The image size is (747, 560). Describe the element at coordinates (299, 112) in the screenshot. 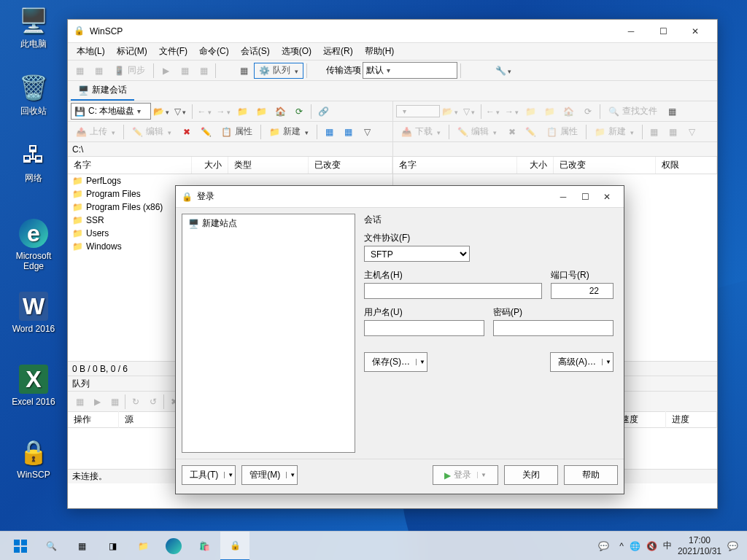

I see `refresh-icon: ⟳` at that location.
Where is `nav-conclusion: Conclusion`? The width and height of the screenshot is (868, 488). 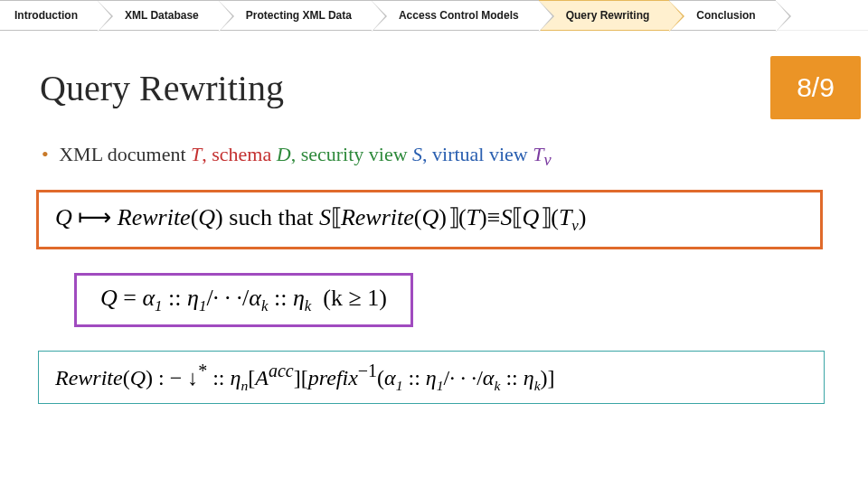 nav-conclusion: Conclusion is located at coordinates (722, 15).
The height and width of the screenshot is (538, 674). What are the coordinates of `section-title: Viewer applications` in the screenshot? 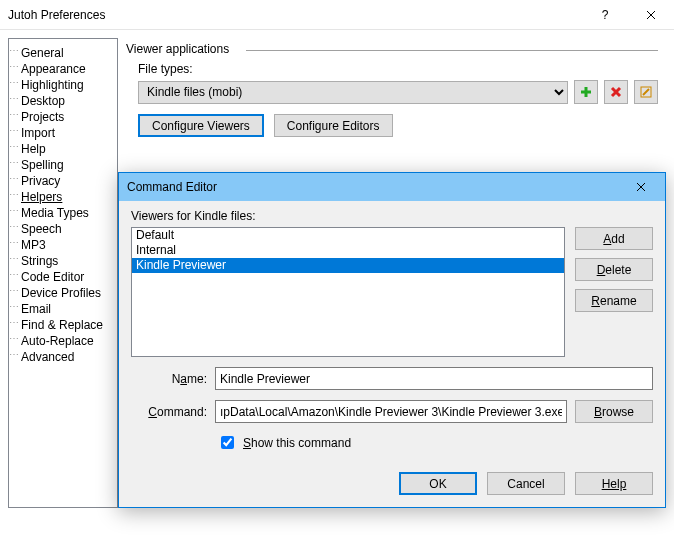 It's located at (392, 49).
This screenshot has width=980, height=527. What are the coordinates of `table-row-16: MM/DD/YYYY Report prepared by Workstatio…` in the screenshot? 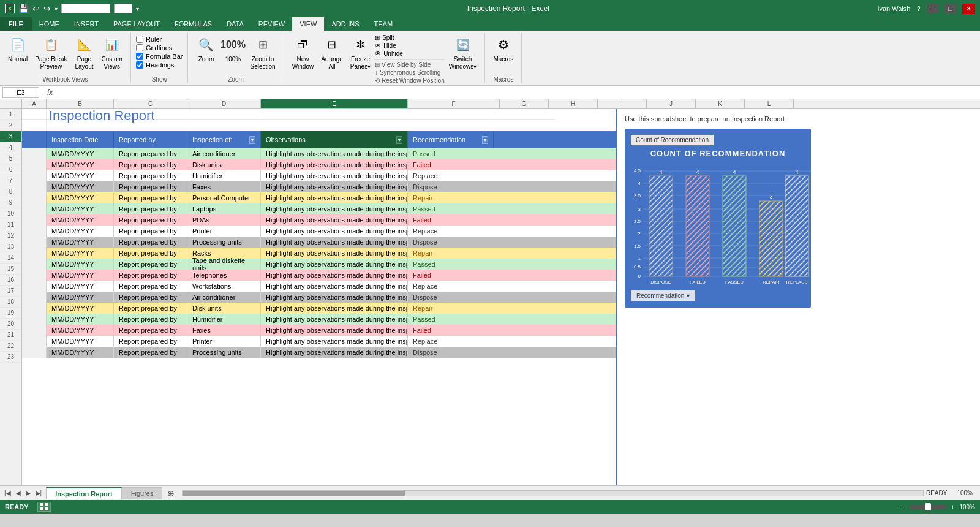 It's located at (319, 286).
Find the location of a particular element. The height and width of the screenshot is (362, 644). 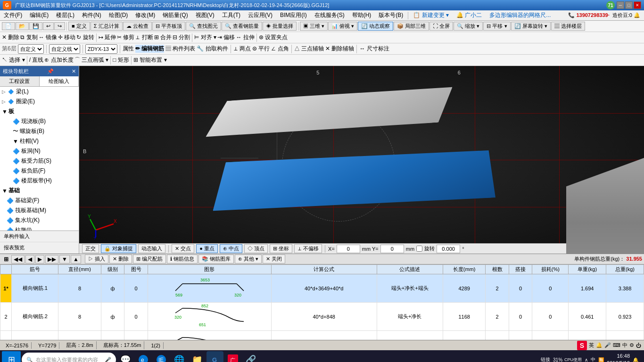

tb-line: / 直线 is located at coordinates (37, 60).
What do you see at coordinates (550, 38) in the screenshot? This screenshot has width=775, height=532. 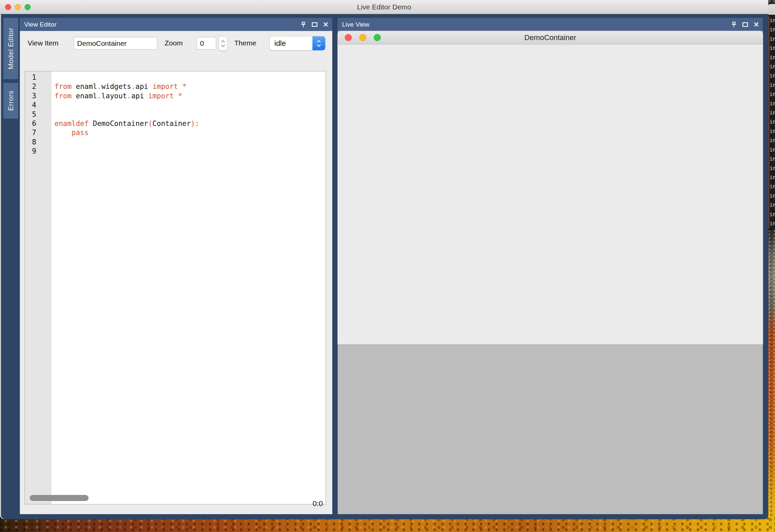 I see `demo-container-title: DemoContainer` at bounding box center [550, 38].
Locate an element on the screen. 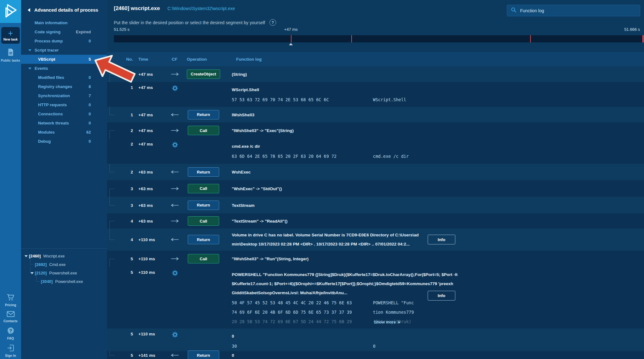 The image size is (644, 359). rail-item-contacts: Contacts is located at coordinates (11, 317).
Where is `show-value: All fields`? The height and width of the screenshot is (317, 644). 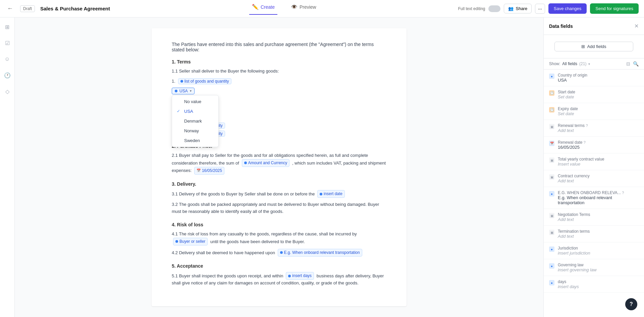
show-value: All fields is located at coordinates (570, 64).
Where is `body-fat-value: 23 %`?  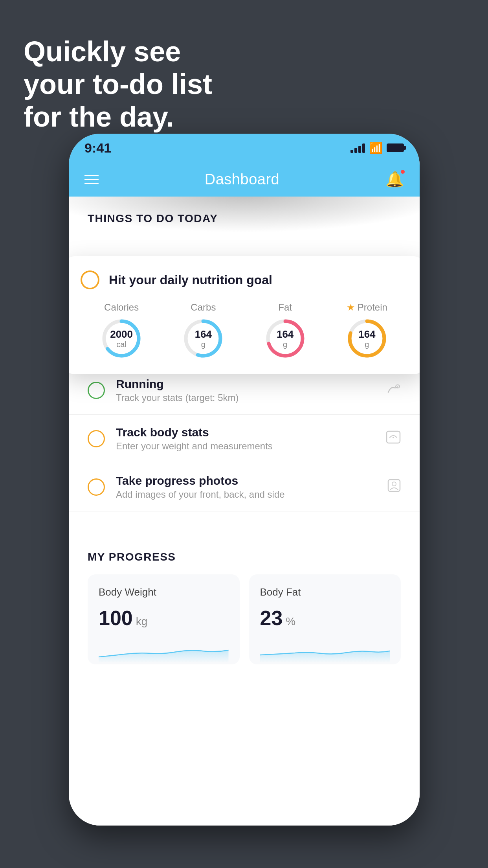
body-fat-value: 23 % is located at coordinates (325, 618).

_DESCRIPTION OF THE TASK_:
Reproduce exactly, without any picture, the lines from the one bearing "is (317, 644)." to the last line of the records above.

_YOUR SOLUTION_:
Where is `show-value: All fields`? The height and width of the screenshot is (317, 644). 
show-value: All fields is located at coordinates (570, 64).
Where is `body-fat-value: 23 %`?  
body-fat-value: 23 % is located at coordinates (325, 618).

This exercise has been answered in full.